In season 4, Spike is captured by government demon hunters and escapes. Before he escapes they give him a behaviour modification chip which gives him great neurological pain he harms, or tries to harm, a human. Spike fights this restriction, but bit by bit he is drawn into humanity and its moral standards. It is Buffy who provides the motivation. At one point Spike is sheltering with Buffy's watcher Giles. Conflict between Spike and Buffy acquires flirtatious aspects, and the story line draws attention to this when accidental consequences of a magic spell turn them into fiances for few hours. Giles tells Spike he may have been given a new purpose, and Spike rebuffs him. Giles never seems to forgive him for this. Spike does start to find new purpose in season 5, when he does realise after a dream about Buffy that he is in love with her. This does not lead him to be clearly good, it does lead him to try to impress her which includes doing the good things she approves of. Buffy does not notice Spike's feelings at first and is horrified when she does. Nevertheless, it is clear that she has begun to accept Spike as a friend and ally and that she has her own ambiguous obsession with him. The ambiguity leads her to great and excessive cruelty to Spike even when he has helped her, and raises the question of he rown moral development.

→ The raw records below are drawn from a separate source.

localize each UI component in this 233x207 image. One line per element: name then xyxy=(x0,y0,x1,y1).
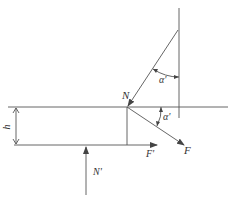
force-diagram: N F F' N' h α' α' xyxy=(0,0,233,207)
f-force-arrow xyxy=(127,107,184,145)
diagram-lines xyxy=(0,0,233,207)
label-f: F xyxy=(184,145,191,156)
label-h: h xyxy=(2,125,12,130)
label-alpha-lower: α' xyxy=(163,112,170,122)
n-force-arrow xyxy=(128,30,178,106)
label-n: N xyxy=(122,90,129,101)
label-f-prime: F' xyxy=(146,149,154,159)
label-alpha-upper: α' xyxy=(159,75,166,85)
label-n-prime: N' xyxy=(93,167,102,177)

Later in Season 5, a particularly self-sacrificing act leads Buffy to accept Spike as an ally and friend. She dies through mystical means at the end of the season 5. At the beginning of season 6, we see Spike looking after Buffy's younger sister and helping Buffy's friends to fight demons. We see that he has progressed from wanting to impress Buffy to wanting to do things he know would please her if she was still alive. However, after Buffy is revived, he reverts back to a more shadowy lifestyle, where though he will do anything for Buffy, he also unconcerned with being morally right except where it directly affects Buffy. The tension between them revives and increases until a fight leads to love making. Buffy feels she has to hide he affair and feels ashamed. She breaks it off when Spike repeals his continuing immoral side. At first she is friendly with Spike but the old ambiguity returns in which she expresses her feelings for Spike by being cruel to him. When he realises that she still has feelings for her, he tries to 'make her feel' by starting a sexual assault in her bathroom. She fights him off and he leaves her alone when he realisies that his violence is unacceptable to her. This extreme low point morally, is followed by Spike disappearing from the town. Buffy's extreme ambiguity continues as she is willing to let her younger sister stay with Spike and seems disappointed when she realises Spike has disappeared. This might seem to contain the disturbing insinuation that Buffy is attracted to someone who started to rape her, though she finds the act unambiguously horrific there is no doubt she still feels drawn to Spike (though commentators who want to make Buffy into a one dimensional feminist icon find this hard to admit). The end of the series shows that Spike disappeared in order to get his soul back after a series of physical and psychological torments. He was feeling torn between the demonic and the human, now he wants to be just human which he thinks will make him good enough for Buffy.

In season 7, Spike turns up again in town maddenned by his conscience, particularly by the memory of his attempt to rape Buffy. Buffy is clearly sorry about his condition, she accpets his help and eventually gives him shelter, first at a friend's house and then in her own home which is by then very full of friends seeking to fight the big evil of that season. Spike is penitent and accepts that Buffy cannot love him, but this moral renewal is questioned in episode 7, 'Conversations with Dead People' when Buffy realisies that Spike is maybe killing and creating new vampires. She is not happy with this realisation, does not want to believe it and shows her depth of feeling for Spike in this way. It turns out that Spike is under the control of a mind trigger mechanism. Various events show Buffy wanting to help Spike and Spike wanting to resist the power of the mind control. The issue reaches a crisis when Buffy arranges for Spike to have an operatoin to remove his now malfunctioning chip. Her friends are concerned but the connection with Spike has become the important thing for her, though they have not resumed intimate relations and are apparently just friends.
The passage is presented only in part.